The performance metric is a normalized version of mean absolute error. The normalization coefficient |$c_{i}$| for the |$i^{\text{th}}$| prediction is composed of a ratio of two numbers,

$$ c_i = \frac{w_i}{m_i} $$

where |$w_i$| is a weight that makes weekly (24 / 2), daily (24 / 7), and hourly (24 / 24) predictions equally important, and |$m_i$| is the true mean consumption over the prediction window under consideration (this mean is unknown to competitors). Multiplying predictions by this coefficient makes each prediction equally important and puts hourly, daily, and weekly predictions on the same scale.

Given the above definition, the metric |$NMAE$| is

$$ NMAE = \frac{1}{N} \sum_{i=1}^{N}|\hat{y_i} - y_i|c_i $$

  • |$N$| - The total number of consumption predictions submitted, including all hourly, daily, and weekly predictions
  • |$\hat{y}$| - The predicted consumption value
  • |$y$| - The actual consumption value
  • |$c$| - The normalization coefficient that weights and scales each prediction to have the same impact on the metric

Submission format


The submission format is such that series_id together with timestamp is unique (no timestamp appears twice in the same series). We have provided the index pred_id for simplicity. Additionally, there is the consumption column where your hourly, daily, or weekly predictions will go. The temperature column reports the average temperature for that time period. The prediction_window column includes how often predictions need to be made (can be inferred from the timestamps).

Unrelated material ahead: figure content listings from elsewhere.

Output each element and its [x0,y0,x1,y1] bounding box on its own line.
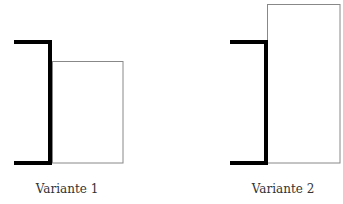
variant-1-bracket [14,42,50,163]
variant-1-label: Variante 1 [36,182,99,196]
variant-2-bracket [230,42,266,163]
variant-1 [14,42,123,163]
variant-1-box [53,62,124,164]
variants-diagram [0,0,343,204]
variant-2 [230,5,340,164]
variant-2-box [268,5,341,164]
variant-2-label: Variante 2 [252,182,315,196]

For example, if you predicted...
series_id timestamp temperature consumption prediction_window
pred_id
0 102781 2013-03-03 00:00:00 19.931250 0 daily
1 102781 2013-03-04 00:00:00 20.034375 0 daily
2 102781 2013-03-05 00:00:00 19.189583 0 daily
3 102781 2013-03-06 00:00:00 18.397917 0 daily
4 102781 2013-03-07 00:00:00 20.762500 0 daily

Your .csv file that you submit would look like:

pred_id,series_id,timestamp,temperature,consumption,prediction_window
0,102781,2013-03-03 00:00:00,19.931250000000002,0,daily
1,102781,2013-03-04 00:00:00,20.034375,0,daily
2,102781,2013-03-05 00:00:00,19.189583333333335,0,daily
3,102781,2013-03-06 00:00:00,18.397916666666667,0,daily
4,102781,2013-03-07 00:00:00,20.7625,0,daily

Good luck!


Good luck and enjoy this problem! If you have any questions you can always visit the user forum!